Saturday 1 August 2009

Bellamy, Starkey, Heathcote

You spend your life in academia. You write papers and books, attend conferences, give keynote speeches, become a reader, maybe even a professor.
Having gained a reputation for your subject knowledge, your university, yourself, you are then told to retire.
What do you do?
Well?
You get an 'agent', maybe somebody who has studied in your department or even a friend.
They then help you create a new career after university.
It could be Environmental Ecology, English History or Mantle of The Expert.
You need to update a little sure; a new idea possibly, even introduce new 'enterprises' to your 'clients', just remember to stay one step ahead of any competition, because your future depends on it.

Oh... and just hope that your new audience has no, in depth, understanding of your previous academic life.
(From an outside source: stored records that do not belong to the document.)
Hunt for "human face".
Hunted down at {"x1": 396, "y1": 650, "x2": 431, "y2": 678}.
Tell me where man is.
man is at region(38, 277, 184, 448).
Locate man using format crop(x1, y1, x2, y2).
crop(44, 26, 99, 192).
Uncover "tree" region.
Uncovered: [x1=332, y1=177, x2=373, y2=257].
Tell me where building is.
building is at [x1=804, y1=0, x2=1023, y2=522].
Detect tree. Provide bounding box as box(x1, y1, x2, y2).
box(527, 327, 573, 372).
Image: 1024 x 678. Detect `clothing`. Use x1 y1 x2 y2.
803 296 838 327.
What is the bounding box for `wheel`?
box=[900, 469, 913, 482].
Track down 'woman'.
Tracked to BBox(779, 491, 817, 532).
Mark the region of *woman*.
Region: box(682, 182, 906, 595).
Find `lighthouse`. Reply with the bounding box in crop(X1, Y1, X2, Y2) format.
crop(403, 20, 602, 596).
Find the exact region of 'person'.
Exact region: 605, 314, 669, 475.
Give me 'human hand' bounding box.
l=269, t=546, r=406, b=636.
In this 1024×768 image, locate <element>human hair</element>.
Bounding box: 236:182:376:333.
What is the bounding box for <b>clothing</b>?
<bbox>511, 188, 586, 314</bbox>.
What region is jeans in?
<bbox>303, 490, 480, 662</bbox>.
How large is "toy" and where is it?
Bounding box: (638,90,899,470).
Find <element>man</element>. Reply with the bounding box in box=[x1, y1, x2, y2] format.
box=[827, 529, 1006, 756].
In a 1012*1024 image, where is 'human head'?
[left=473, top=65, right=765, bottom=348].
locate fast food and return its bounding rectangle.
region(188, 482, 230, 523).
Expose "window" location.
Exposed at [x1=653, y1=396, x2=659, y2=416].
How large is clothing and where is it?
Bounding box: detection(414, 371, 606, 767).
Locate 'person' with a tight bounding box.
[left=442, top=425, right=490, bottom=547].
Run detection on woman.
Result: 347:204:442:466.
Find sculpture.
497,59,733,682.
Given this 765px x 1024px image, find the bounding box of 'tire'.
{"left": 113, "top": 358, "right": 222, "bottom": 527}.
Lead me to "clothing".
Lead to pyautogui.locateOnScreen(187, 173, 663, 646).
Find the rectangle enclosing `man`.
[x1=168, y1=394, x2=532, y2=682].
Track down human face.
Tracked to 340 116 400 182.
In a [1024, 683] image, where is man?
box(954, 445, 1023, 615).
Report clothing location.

You must then try to remain relevant, so that your ideas will then dominate current thinking in your subject area. This should then render all other attempts to move ideas forward redundant.
Years later like, for example, Slade, Way, Byron, Bolton, O'Neill, Neelands, Kempe you will be placed, eventually [ nowadays metaphorically ], on the university library shelf. Useful references for Drama in Education modules on English, Media Studies or Theatre courses.

Useful concepts in Education remain useful. Trust me.
Dorothy made a shrewd selection from a broad range of ideas worked over 30+ years in academia.
Like my students tell me, they always work better and feel sharper when being observed. Not when alone with a class.
MoE is a first class performance idea for all concerned but not the only one.